In the October issue of the King County Bar Bulletin, Seattle lawyer Frederick P. Corbit presented the results of his study of local judges' reversal rates in the Washington Court of Appeals (see earlier post). Now a judge responds with an analysis of the limitations Corbit's study and of any such study. John P. Erlick, Judicial Reversal Rates: What Do They Tell Us?, B. Bull., Feb. 2007. (Note: after the March issue is posted, this article's URL will be this.)
Judge Erlick emphasizes the limits of a study that tries to measure the performance of trial judge by counting how many times their cases are reversed.
- Appeals vary by subject. For instance, many more criminal than civil cases are appealed, but a lower percentage of criminal appeals are successful. If a superior court judge has a criminal rotation during the period studied, he or she will probably have a lower than average reversal rate.
- Who's the judge? The appellate decision will list as the lower court judge the judge who entered the judgment. But the action that's reversed might be something done by the judge who presided at trial or a judge who ruled on a pretrial motion a year before trial.
- What's a reversal? If a case is affirmed on six issues but reversed and remanded on one, is that counted as a reversal?
- How do you define the rate of reversal? Only a very small portion of dispositions are appealed. If a judge handles a couple of hundred cases, including summary dispositions, cases that settle, and trials that are never appealed, it's a skewed picture to only look at the number of reversals as a percentage of the number of appeals.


(Aim of the task)
Find and copy each line of the listing below that has the word "node" in it.

*****

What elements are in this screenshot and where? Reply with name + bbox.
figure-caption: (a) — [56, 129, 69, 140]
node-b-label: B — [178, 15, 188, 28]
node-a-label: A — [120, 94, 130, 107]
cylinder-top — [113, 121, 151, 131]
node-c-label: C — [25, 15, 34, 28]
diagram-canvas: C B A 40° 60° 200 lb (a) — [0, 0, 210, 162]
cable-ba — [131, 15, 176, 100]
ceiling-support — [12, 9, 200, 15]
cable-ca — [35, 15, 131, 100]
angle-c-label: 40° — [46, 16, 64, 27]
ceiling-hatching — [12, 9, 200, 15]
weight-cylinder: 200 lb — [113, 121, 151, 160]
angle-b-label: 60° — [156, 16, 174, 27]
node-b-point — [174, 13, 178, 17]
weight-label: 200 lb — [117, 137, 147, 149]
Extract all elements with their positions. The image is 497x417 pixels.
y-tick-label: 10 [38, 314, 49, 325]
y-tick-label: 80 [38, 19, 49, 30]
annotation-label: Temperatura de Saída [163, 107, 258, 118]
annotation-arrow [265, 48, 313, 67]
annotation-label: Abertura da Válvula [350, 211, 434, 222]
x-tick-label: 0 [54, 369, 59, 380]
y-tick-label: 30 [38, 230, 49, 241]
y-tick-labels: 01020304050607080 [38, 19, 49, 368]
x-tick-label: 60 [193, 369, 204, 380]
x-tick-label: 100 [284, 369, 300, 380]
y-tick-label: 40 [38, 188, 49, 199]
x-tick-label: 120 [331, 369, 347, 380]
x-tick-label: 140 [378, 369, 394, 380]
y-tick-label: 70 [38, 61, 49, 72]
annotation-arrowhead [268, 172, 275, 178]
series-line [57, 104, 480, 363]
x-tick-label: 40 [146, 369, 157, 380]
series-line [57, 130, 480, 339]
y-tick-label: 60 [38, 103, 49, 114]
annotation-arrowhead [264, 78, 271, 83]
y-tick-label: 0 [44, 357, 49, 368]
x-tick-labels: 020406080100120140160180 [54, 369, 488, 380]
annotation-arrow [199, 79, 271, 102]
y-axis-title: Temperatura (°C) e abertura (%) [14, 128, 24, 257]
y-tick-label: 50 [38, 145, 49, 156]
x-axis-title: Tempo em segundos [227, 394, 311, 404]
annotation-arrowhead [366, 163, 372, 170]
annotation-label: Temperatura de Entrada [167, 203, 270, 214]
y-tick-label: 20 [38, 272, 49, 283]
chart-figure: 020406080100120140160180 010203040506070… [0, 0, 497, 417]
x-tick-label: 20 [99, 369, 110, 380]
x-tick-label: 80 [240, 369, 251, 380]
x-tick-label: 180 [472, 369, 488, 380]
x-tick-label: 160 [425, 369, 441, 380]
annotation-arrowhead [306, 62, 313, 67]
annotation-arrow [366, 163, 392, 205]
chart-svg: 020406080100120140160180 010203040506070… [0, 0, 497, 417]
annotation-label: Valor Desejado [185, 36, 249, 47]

*****

(Solution to the exercise)
node-b-label: B — [178, 15, 188, 28]
node-a-label: A — [120, 94, 130, 107]
node-c-label: C — [25, 15, 34, 28]
node-b-point — [174, 13, 178, 17]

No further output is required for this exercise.